While man is responsible for a many-fold increase in the occurrence of forest fires, lightning as a natural cause has operated with a frequency that places fire among the determining ecological factors that influenced development, modification, and survival of species, especially of pines. In dry hot climates lightning fires occurred at intervals so short that pines became modified in order to survive as seedlings or saplings. In cooler northern climates fires tended to destroy most of the stand, and adaptations took the form of protecting seed sources. To successfully reproduce and grow pines we must adapt silvicultural measures to the inherent habits of each species of pine, as determined for it by the environment in which it has developed the adaptations. This is difficult with some northern species such as white pine (P. strobus) and jack pine (P. divaricata). The reasons for these difficulties are chiefly the fact that clear cuttings, even with seed sources, do not usually duplicate natural conditions under which these pines originate, hence special skill and often considerable expense is involved. With southern pines, the duplication of natural conditions is extremely practical and inexpensive, consisting of the use of prescribed controlled fire at intervals dependent on the species; 3 years for longleaf pine (P. palustris), 5-6 years for slash pine (P. caribea), and 8-10 years for loblolly pine (P. taeda). This practice not only insures abundant reproduction during seed years but fireproofs the forest against almost certain destruction as the result of excluding fire and building up an unnatural fire hazard of brush and dead grass. The extension of the use of prescribed fire to the shortleaf (P. echinata) and pitch pine (P. rigida) types in New Jersey is an outgrowth of the practices found successful and officially adopted by the Forest Service in the southern pines.

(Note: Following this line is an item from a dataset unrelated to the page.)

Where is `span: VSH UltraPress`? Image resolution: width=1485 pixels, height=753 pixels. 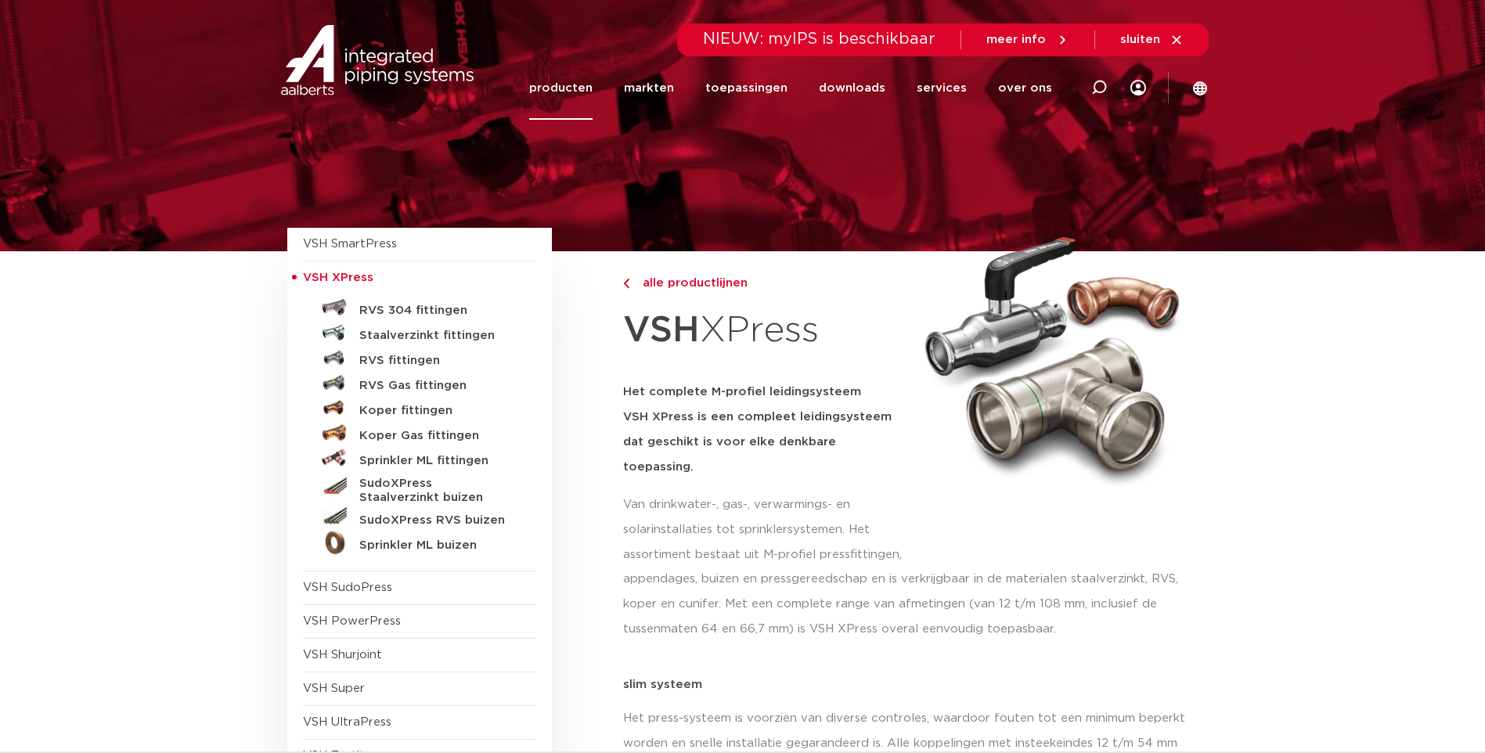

Citation: Chapman, H. H. 1952. The place of fire in the ecology of pines. Bartonia, v. 26, p. 39-44.

Cataloging Information

Topics:
Regions:
Keywords:
  • adaptation
  • brush
  • burning intervals
  • clearcutting
  • cutting
  • fine fuels
  • fire adaptations (plants)
  • fire exclusion
  • fire hazard reduction
  • fire regimes
  • forest management
  • grasses
  • lightning
  • lightning caused fires
  • loblolly pine
  • longleaf pine
  • New England
  • New Jersey
  • pine
  • pine forests
  • Pinus caribaea
  • Pinus divaricata
  • Pinus echinata
  • Pinus palustris
  • Pinus rigida
  • Pinus strobus
  • Pinus taeda
  • plant growth
  • reproduction
  • season of fire
  • seed production
  • seedlings
  • slash
  • slash pine
Tall Timbers Record Number: 7147Location Status: In-fileCall Number: Fire FileAbstract Status: Okay, Fair use, Reproduced by permission
Record Last Modified:
Record Maintained By: FRAMES Staff (https://www.frames.gov/contact)
FRAMES Record Number: 33026

This bibliographic record was either created or modified by Tall Timbers and is provided without charge to promote research and education in Fire Ecology. The E.V. Komarek Fire Ecology Database is the intellectual property of Tall Timbers.